The Guardian: ‘This is who we are’: eight portraits of Muslim Americans

December 11, 2015 |  By sabiha |  Categories: News

The Guardian recently published this article featuring Design Action’s very own, Sabiha Basrai.

Muslim Americans are feeling targeted and misunderstood after comments by Donald Trump this week. Here are eight perspectives on what life is like for them

 Top row, L to R: Sabiha Basrai, Nauman Akhtar, Atiya Hasan Mohiuddin, Sara Jawhari. Bottom row L to R: Bashirah Mack, Jabril Ahmad, Tahanie Aboushi and Syed Mohiuddin. Photograph: Guardian Composite

Top row, L to R: Sabiha Basrai, Nauman Akhtar, Atiya Hasan Mohiuddin, Sara Jawhari. Bottom row L to R: Bashirah Mack, Jabril Ahmad, Tahanie Aboushi and Syed Mohiuddin. Photograph: Guardian Composite

 

On Monday, Donald Trump issued a statement calling for “a total and complete shutdown” of Muslims entering the US. To many in the United States and around the world, his were the words of pure hate: the banning of an entire religious community, stereotyped, homogenized, erased and criminalized.

Muslim Americans, who make up around 1% of the American population byconservative estimates, are feeling targeted and grossly misunderstood.

What defines a Muslim in this country? What makes a Muslim American? The answers to the question are endless. Here are eight perspectives.

Sabiha Basrai, 33, graphic designer – Oakland, California

Sabiha Basrai at Linnea’s Cafe in San Luis Obispo. Photograph: Sabiha Basrai

Sabiha Basrai at Linnea’s Cafe in San Luis Obispo. Photograph: Sabiha Basrai

 

Basrai grew up in California’s Silicon Valley, the daughter of a graphic designer and video producer who emigrated from India.

Being in an overwhelmingly white environment at the time, Basrai says the mosque played a big part in her childhood, serving a comforting, community-center role, that she and her family could not find elsewhere.

“There, I could feel confident learning to read Arabic. I could eat the food that was part of my heritage, I could celebrate festivities like Eid and Ramadan.”

Basrai remembers a painful conversation with her parents when she was just eight years old. Saddam Hussein had just invaded Kuwait. In events that were later branded the Gulf war, the United States led a coalition of countries to war against Iraq. “My parents told me to not tell anyone at school I was Muslim.”

“I cannot imagine how hard that was for my parents to sit me down and say that to me that all my best friends – all those people I who came to my birthday parties and where I went to their birthday parties – that I had to be careful and cautious of them.”

By the time she was 19 and 9/11 hit, she was a student California State Polytechnic University, a very white campus where the Republican club was quite powerful, she says.

I was put in a position of having to claim my Muslim identity as a political act.

“They [members of the Republican club] put up posters making fun of Muslims, calling for the nuclear bombing of Afghanistan, making fun of people with scarves and turbans.”

It was a formative time.

“Anyone who believes that Muslims are one evil, foreign monolithic thing, they are denying that I exist. And they should take a look at themselves, and ask themselves, why it is that they cannot see me.”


## To do
Repeat every line of the data exactly; no picture belongs in the copy.

Page and application data records:

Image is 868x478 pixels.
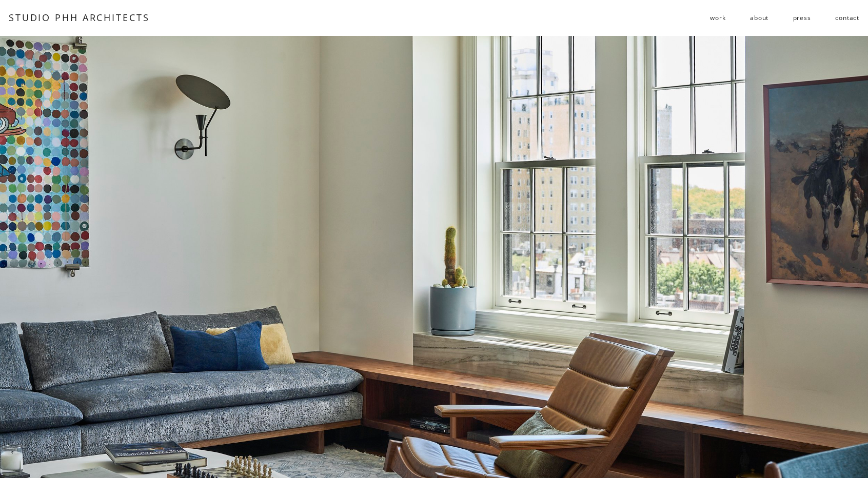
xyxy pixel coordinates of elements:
a: STUDIO PHH ARCHITECTS [9,11,150,23]
span: work [710,10,726,26]
a: press [793,10,811,26]
a: folder dropdown [710,10,726,26]
a: contact [835,10,859,26]
a: about [750,10,769,26]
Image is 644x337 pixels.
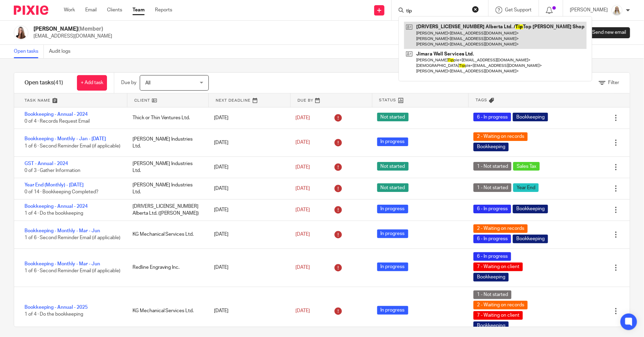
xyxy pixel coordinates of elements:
span: In progress [377,306,408,315]
span: [DATE] [295,309,310,314]
div: [DATE] [207,182,289,195]
span: 6 - In progress [473,205,511,213]
button: Clear [472,6,479,13]
span: Not started [377,184,409,192]
div: [PERSON_NAME] Industries Ltd. [126,178,207,199]
a: Bookkeeping - Monthly - Mar - Jun [24,228,100,233]
div: [DATE] [207,160,289,174]
a: Year End (Monthly) - [DATE] [24,183,83,187]
span: [DATE] [295,115,310,120]
span: Not started [377,112,409,121]
span: Status [379,97,396,103]
span: (41) [54,80,63,86]
span: Bookkeeping [473,143,508,151]
p: Due by [121,79,137,86]
div: [DATE] [207,136,289,150]
span: 7 - Waiting on client [473,262,523,271]
span: 1 - Not started [473,162,511,170]
span: 1 of 4 · Do the bookkeeping [24,312,83,317]
img: Larissa-headshot-cropped.jpg [14,25,28,40]
p: [EMAIL_ADDRESS][DOMAIN_NAME] [34,33,112,39]
span: 0 of 4 · Records Request Email [24,119,90,124]
h1: Open tasks [24,79,63,87]
a: Clients [107,6,122,14]
span: 1 of 4 · Do the bookkeeping [24,211,83,216]
span: Bookkeeping [513,112,548,121]
div: [DATE] [207,111,289,125]
span: 0 of 14 · Bookkeeping Completed? [24,189,98,194]
span: 0 of 3 · Gather Information [24,168,80,173]
div: KG Mechanical Services Ltd. [126,304,207,318]
span: In progress [377,229,408,238]
span: 7 - Waiting on client [473,311,523,320]
img: Headshot%2011-2024%20white%20background%20square%202.JPG [611,5,623,16]
a: GST - Annual - 2024 [24,161,68,166]
a: Bookkeeping - Annual - 2025 [24,305,88,310]
input: Search [406,8,468,15]
a: Bookkeeping - Annual - 2024 [24,204,88,209]
span: In progress [377,262,408,271]
span: Filter [608,80,620,85]
span: 1 of 6 · Second Reminder Email (if applicable) [24,269,120,274]
h2: [PERSON_NAME] [34,25,112,33]
span: Bookkeeping [473,322,508,330]
div: [DATE] [207,261,289,275]
span: [DATE] [295,232,310,237]
span: 2 - Waiting on records [473,225,527,233]
span: 6 - In progress [473,235,511,243]
span: Tags [476,97,488,103]
span: In progress [377,137,408,146]
span: Bookkeeping [513,235,548,243]
div: [DATE] [207,227,289,242]
a: Email [85,6,97,14]
span: 2 - Waiting on records [473,132,527,141]
div: [DATE] [207,203,289,217]
span: Year End [513,184,539,192]
span: Bookkeeping [513,205,548,213]
div: Thick or Thin Ventures Ltd. [126,111,207,125]
div: [DATE] [207,304,289,318]
a: Open tasks [14,45,44,58]
span: Sales Tax [513,162,540,170]
a: Reports [155,6,172,14]
div: KG Mechanical Services Ltd. [126,227,207,242]
a: Bookkeeping - Annual - 2024 [24,112,88,117]
span: 1 of 6 · Second Reminder Email (if applicable) [24,144,120,149]
span: 1 - Not started [473,291,511,299]
a: Bookkeeping - Monthly - Jan - [DATE] [24,136,106,141]
span: 1 of 6 · Second Reminder Email (if applicable) [24,236,120,241]
a: + Add task [77,75,107,91]
div: Redline Engraving Inc. [126,261,207,275]
a: Send new email [581,27,630,38]
span: 2 - Waiting on records [473,301,527,310]
span: 6 - In progress [473,112,511,121]
a: Work [64,6,75,14]
span: Bookkeeping [473,273,508,281]
a: Team [133,6,145,14]
p: [PERSON_NAME] [570,6,608,14]
span: Not started [377,162,409,170]
span: (Member) [78,26,103,32]
span: [DATE] [295,140,310,145]
span: All [145,81,151,86]
span: In progress [377,205,408,213]
a: Bookkeeping - Monthly - Mar - Jun [24,262,100,266]
span: [DATE] [295,207,310,212]
div: [PERSON_NAME] Industries Ltd. [126,157,207,178]
span: [DATE] [295,186,310,191]
span: 6 - In progress [473,252,511,261]
div: [DRIVERS_LICENSE_NUMBER] Alberta Ltd. ([PERSON_NAME]) [126,200,207,221]
span: 1 - Not started [473,184,511,192]
span: [DATE] [295,265,310,270]
a: Audit logs [49,45,76,58]
div: [PERSON_NAME] Industries Ltd. [126,132,207,153]
span: [DATE] [295,165,310,169]
img: Pixie [14,5,48,15]
span: Get Support [505,8,532,12]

## Written answer
Image is 868x478 pixels.
xyxy pixel coordinates of elements:
a: STUDIO PHH ARCHITECTS [9,11,150,23]
span: work [710,10,726,26]
a: press [793,10,811,26]
a: folder dropdown [710,10,726,26]
a: contact [835,10,859,26]
a: about [750,10,769,26]
Image is 644x337 pixels.
xyxy pixel coordinates of elements:
span: In progress [377,306,408,315]
span: [DATE] [295,309,310,314]
div: [DATE] [207,182,289,195]
span: 6 - In progress [473,205,511,213]
button: Clear [472,6,479,13]
span: Not started [377,184,409,192]
div: [PERSON_NAME] Industries Ltd. [126,178,207,199]
a: Bookkeeping - Monthly - Mar - Jun [24,228,100,233]
div: [DATE] [207,160,289,174]
a: Year End (Monthly) - [DATE] [24,183,83,187]
span: [DATE] [295,115,310,120]
span: Not started [377,112,409,121]
span: Status [379,97,396,103]
span: (41) [54,80,63,86]
span: Bookkeeping [473,143,508,151]
p: Due by [121,79,137,86]
div: [DATE] [207,136,289,150]
span: 7 - Waiting on client [473,262,523,271]
span: 1 - Not started [473,162,511,170]
span: 1 of 4 · Do the bookkeeping [24,312,83,317]
img: Larissa-headshot-cropped.jpg [14,25,28,40]
p: [EMAIL_ADDRESS][DOMAIN_NAME] [34,33,112,39]
span: 0 of 4 · Records Request Email [24,119,90,124]
h1: Open tasks [24,79,63,87]
a: Clients [107,6,122,14]
span: 1 of 4 · Do the bookkeeping [24,211,83,216]
span: Bookkeeping [513,112,548,121]
div: [DATE] [207,111,289,125]
span: 0 of 14 · Bookkeeping Completed? [24,189,98,194]
span: 0 of 3 · Gather Information [24,168,80,173]
div: KG Mechanical Services Ltd. [126,304,207,318]
span: In progress [377,229,408,238]
span: 7 - Waiting on client [473,311,523,320]
img: Headshot%2011-2024%20white%20background%20square%202.JPG [611,5,623,16]
a: GST - Annual - 2024 [24,161,68,166]
a: Bookkeeping - Annual - 2025 [24,305,88,310]
input: Search [406,8,468,15]
a: Bookkeeping - Annual - 2024 [24,204,88,209]
span: In progress [377,262,408,271]
span: Filter [608,80,620,85]
span: 1 of 6 · Second Reminder Email (if applicable) [24,269,120,274]
h2: [PERSON_NAME] [34,25,112,33]
span: Bookkeeping [473,322,508,330]
div: [DATE] [207,261,289,275]
span: [DATE] [295,232,310,237]
span: 2 - Waiting on records [473,225,527,233]
span: 6 - In progress [473,235,511,243]
span: Tags [476,97,488,103]
span: In progress [377,137,408,146]
span: Bookkeeping [513,235,548,243]
div: [DATE] [207,227,289,242]
a: Email [85,6,97,14]
span: 2 - Waiting on records [473,132,527,141]
div: [DATE] [207,203,289,217]
span: Year End [513,184,539,192]
span: Bookkeeping [513,205,548,213]
div: Thick or Thin Ventures Ltd. [126,111,207,125]
div: [DATE] [207,304,289,318]
a: Open tasks [14,45,44,58]
span: Sales Tax [513,162,540,170]
a: Reports [155,6,172,14]
div: KG Mechanical Services Ltd. [126,227,207,242]
a: Bookkeeping - Annual - 2024 [24,112,88,117]
span: 1 of 6 · Second Reminder Email (if applicable) [24,144,120,149]
span: 1 - Not started [473,291,511,299]
a: Bookkeeping - Monthly - Jan - [DATE] [24,136,106,141]
span: 1 of 6 · Second Reminder Email (if applicable) [24,236,120,241]
a: + Add task [77,75,107,91]
div: Redline Engraving Inc. [126,261,207,275]
a: Send new email [581,27,630,38]
span: 2 - Waiting on records [473,301,527,310]
span: 6 - In progress [473,112,511,121]
a: Work [64,6,75,14]
span: Bookkeeping [473,273,508,281]
a: Team [133,6,145,14]
p: [PERSON_NAME] [570,6,608,14]
span: Not started [377,162,409,170]
span: (Member) [78,26,103,32]
span: [DATE] [295,140,310,145]
span: All [145,81,151,86]
span: In progress [377,205,408,213]
a: Bookkeeping - Monthly - Mar - Jun [24,262,100,266]
span: [DATE] [295,207,310,212]
div: [PERSON_NAME] Industries Ltd. [126,157,207,178]
span: [DATE] [295,186,310,191]
span: 6 - In progress [473,252,511,261]
div: [DRIVERS_LICENSE_NUMBER] Alberta Ltd. ([PERSON_NAME]) [126,200,207,221]
span: 1 - Not started [473,184,511,192]
span: [DATE] [295,265,310,270]
a: Audit logs [49,45,76,58]
div: [PERSON_NAME] Industries Ltd. [126,132,207,153]
span: [DATE] [295,165,310,169]
img: Pixie [14,5,48,15]
span: Get Support [505,8,532,12]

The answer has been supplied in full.